Invisibility cloaks have always been the stuff of science fiction, but now, people might soon be able to live out their Harry Potter dreams. Recently, a team of researchers at University of Maryland, College Park, working with Facebook Artificial Intelligence, developed a real-life "invisibility cloak''. The cloak is actually a colourful sweater that deletes you right out of a machine's vision.
Notably, the research team used adversarial patterns on the sweater that evade most common object detectors, making the person undetectable, according to a Gagadget report. Simply put, the sweater makes a person 'invisible' in front of the AI models that detect people.
The developers started out with the original goal of testing machine learning systems for vulnerabilities, however, the result was a print on clothes that AI cameras can't see. A user on Reddit shared a video of the test footage, with a caption that reads, '' This sweater developed by the University of Maryland utilizes "adversarial patterns " to become an invisibility cloak against AI.''
Watch the video here:
"This stylish pullover is a great way to stay warm this winter whether in the office or on the go. It features a stay-dry microfleece lining, a modern fit, and an adversarial pattern that evades the most common object detectors. In [our] demonstration, the YOLOv2 detector is evaded using a pattern trained on the COCO dataset with a carefully constructed objective," the team wrote.
So, how does it work?
The researchers explained that they used the SOCO dataset on which the computer vision algorithm YOLOv2 is trained, and identified a pattern that helps to recognize a person. The same created an opposite pattern and transformed it into an image-a print on a sweater. As a result, the owner of such a sweater can hide from detection systems.

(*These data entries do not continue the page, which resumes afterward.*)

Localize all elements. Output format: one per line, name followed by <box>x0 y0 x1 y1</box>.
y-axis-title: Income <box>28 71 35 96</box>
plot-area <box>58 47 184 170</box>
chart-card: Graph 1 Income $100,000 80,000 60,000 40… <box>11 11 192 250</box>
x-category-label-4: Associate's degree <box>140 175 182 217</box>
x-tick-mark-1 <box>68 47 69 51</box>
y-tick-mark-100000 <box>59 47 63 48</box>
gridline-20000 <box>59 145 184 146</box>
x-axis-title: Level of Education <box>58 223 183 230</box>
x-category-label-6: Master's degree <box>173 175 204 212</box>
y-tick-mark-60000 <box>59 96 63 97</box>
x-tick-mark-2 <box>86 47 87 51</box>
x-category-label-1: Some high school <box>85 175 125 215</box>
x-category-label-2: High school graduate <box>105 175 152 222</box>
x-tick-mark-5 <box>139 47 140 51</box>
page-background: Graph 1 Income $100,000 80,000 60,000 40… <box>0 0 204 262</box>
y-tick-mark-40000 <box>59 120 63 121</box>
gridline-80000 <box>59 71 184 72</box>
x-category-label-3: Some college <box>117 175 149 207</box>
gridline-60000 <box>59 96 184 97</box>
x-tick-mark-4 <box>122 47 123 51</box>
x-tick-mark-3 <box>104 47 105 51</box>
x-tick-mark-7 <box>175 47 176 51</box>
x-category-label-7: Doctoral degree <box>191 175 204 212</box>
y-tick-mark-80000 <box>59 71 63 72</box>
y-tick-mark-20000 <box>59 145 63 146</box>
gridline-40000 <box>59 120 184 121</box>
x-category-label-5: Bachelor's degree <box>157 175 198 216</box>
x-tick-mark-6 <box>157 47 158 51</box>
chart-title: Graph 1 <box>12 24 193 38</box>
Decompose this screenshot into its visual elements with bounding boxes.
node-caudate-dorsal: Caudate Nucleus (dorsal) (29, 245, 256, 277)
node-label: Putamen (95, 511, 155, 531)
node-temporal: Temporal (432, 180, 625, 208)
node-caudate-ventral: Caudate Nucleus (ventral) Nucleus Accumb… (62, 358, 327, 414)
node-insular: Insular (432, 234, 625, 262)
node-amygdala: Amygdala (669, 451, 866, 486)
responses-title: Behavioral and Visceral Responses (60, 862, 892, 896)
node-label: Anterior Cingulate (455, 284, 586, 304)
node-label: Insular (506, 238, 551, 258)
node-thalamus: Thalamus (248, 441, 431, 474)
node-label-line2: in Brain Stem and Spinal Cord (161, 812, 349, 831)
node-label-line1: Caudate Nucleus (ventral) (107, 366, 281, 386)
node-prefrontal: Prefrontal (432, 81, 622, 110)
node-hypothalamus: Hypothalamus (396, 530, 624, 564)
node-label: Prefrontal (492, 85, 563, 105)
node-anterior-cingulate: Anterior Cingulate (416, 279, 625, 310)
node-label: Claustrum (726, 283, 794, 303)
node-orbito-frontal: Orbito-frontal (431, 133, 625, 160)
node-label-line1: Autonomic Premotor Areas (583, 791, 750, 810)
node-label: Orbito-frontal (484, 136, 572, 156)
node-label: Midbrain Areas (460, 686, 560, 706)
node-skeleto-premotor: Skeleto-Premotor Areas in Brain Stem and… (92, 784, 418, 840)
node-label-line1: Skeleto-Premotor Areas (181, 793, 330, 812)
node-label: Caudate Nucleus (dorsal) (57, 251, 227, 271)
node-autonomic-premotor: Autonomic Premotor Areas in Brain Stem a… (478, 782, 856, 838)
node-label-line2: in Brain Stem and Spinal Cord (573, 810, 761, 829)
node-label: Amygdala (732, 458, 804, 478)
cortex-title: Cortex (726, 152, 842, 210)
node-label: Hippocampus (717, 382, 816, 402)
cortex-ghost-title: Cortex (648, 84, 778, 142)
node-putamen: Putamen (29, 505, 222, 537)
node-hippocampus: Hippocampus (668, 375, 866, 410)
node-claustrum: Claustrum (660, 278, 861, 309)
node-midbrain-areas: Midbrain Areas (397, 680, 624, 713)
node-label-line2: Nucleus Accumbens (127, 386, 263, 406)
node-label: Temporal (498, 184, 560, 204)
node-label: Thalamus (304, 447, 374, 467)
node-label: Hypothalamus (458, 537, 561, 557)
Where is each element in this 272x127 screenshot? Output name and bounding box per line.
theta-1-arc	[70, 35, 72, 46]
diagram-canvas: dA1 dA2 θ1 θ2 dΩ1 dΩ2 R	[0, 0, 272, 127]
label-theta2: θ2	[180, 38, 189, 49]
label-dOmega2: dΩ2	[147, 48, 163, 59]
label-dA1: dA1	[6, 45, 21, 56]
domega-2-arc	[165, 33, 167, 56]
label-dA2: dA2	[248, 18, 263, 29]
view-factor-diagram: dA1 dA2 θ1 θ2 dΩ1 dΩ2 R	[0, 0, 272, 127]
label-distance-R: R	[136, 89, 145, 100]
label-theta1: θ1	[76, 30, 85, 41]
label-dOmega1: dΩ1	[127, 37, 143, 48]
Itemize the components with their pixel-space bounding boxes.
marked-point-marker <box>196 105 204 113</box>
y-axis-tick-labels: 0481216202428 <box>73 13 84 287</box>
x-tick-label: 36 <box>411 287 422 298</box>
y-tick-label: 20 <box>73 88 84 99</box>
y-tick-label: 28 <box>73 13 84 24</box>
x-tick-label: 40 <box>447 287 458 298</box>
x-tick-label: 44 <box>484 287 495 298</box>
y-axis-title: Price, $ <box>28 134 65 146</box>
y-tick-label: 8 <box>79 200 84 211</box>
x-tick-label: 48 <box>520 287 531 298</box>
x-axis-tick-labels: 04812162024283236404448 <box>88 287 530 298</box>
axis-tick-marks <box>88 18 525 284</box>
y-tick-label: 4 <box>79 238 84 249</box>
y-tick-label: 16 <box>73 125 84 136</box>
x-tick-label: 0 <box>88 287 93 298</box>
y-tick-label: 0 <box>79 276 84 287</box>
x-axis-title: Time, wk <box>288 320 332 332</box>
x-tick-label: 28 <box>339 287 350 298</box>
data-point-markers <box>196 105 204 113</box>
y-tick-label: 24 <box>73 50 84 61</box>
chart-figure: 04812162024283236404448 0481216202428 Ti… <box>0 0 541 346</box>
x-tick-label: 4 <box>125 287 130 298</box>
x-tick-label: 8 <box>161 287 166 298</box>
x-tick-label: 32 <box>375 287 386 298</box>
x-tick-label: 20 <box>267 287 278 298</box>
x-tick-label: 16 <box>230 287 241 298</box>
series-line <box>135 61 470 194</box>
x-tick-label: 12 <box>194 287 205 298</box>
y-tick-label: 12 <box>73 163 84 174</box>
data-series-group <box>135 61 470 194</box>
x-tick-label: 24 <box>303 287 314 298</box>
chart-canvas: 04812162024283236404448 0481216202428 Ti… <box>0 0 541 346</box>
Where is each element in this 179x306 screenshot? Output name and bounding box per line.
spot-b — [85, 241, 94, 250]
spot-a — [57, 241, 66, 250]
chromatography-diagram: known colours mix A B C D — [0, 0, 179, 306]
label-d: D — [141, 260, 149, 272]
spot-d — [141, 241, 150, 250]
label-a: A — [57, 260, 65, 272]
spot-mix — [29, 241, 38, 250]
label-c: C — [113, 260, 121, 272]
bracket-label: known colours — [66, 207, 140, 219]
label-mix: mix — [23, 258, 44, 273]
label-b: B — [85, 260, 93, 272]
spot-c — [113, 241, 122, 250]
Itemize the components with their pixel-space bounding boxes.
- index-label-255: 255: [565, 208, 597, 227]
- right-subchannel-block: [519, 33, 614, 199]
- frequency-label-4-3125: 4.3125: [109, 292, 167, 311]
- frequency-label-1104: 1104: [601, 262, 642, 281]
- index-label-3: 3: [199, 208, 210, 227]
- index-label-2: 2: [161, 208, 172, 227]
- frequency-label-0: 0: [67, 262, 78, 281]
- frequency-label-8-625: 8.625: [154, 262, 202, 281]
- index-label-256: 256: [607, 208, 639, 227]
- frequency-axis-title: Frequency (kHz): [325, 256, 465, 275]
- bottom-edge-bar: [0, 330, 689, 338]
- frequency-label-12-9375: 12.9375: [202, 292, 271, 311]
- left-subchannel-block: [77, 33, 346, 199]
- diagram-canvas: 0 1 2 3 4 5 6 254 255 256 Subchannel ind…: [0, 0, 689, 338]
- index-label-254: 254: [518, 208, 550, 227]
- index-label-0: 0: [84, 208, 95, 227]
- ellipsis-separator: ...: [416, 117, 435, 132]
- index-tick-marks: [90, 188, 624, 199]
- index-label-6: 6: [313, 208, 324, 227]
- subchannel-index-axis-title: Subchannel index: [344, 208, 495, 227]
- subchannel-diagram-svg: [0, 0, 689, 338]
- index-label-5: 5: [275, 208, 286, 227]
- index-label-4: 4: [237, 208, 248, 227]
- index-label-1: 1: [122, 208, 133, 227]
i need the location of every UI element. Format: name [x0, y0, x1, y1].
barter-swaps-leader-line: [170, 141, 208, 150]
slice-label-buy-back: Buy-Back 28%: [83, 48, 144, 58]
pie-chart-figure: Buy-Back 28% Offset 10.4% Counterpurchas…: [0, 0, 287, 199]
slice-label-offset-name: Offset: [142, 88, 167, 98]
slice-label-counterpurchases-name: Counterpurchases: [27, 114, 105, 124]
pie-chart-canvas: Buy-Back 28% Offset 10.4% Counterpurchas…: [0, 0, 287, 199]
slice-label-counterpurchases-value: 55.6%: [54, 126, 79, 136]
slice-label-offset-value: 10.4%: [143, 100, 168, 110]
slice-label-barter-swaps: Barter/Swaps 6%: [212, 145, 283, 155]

Explaining the work, the team wrote on the University of Maryland website, "Most work on real-world adversarial attacks has focused on classifiers, which assign a holistic label to an entire image, rather than detectors which localize objects within an image. Detectors work by considering thousands of 'priors' (potential bounding boxes) within the image with different locations, sizes, and aspect ratios. To fool an object detector, an adversarial example must fool every prior in the image, which is much more difficult than fooling the single output of a classifier."
Though many on Reddit were fascinated by the ''magic sweater'', others questioned its effectiveness. One user joked about it and said, ''So ugly even AI doesn't want to see it.'' Another commented, '' I mean. invisibility seems a bit pushing it. The camera is still recognising him, just not 100%....Am I wrong in thinking, let's say if police were using this to find criminals?''
According to a Hackster report, the YOLOv2-targeting adversarial sweatshirts hit only around a 50 per cent success rate in the wearable test.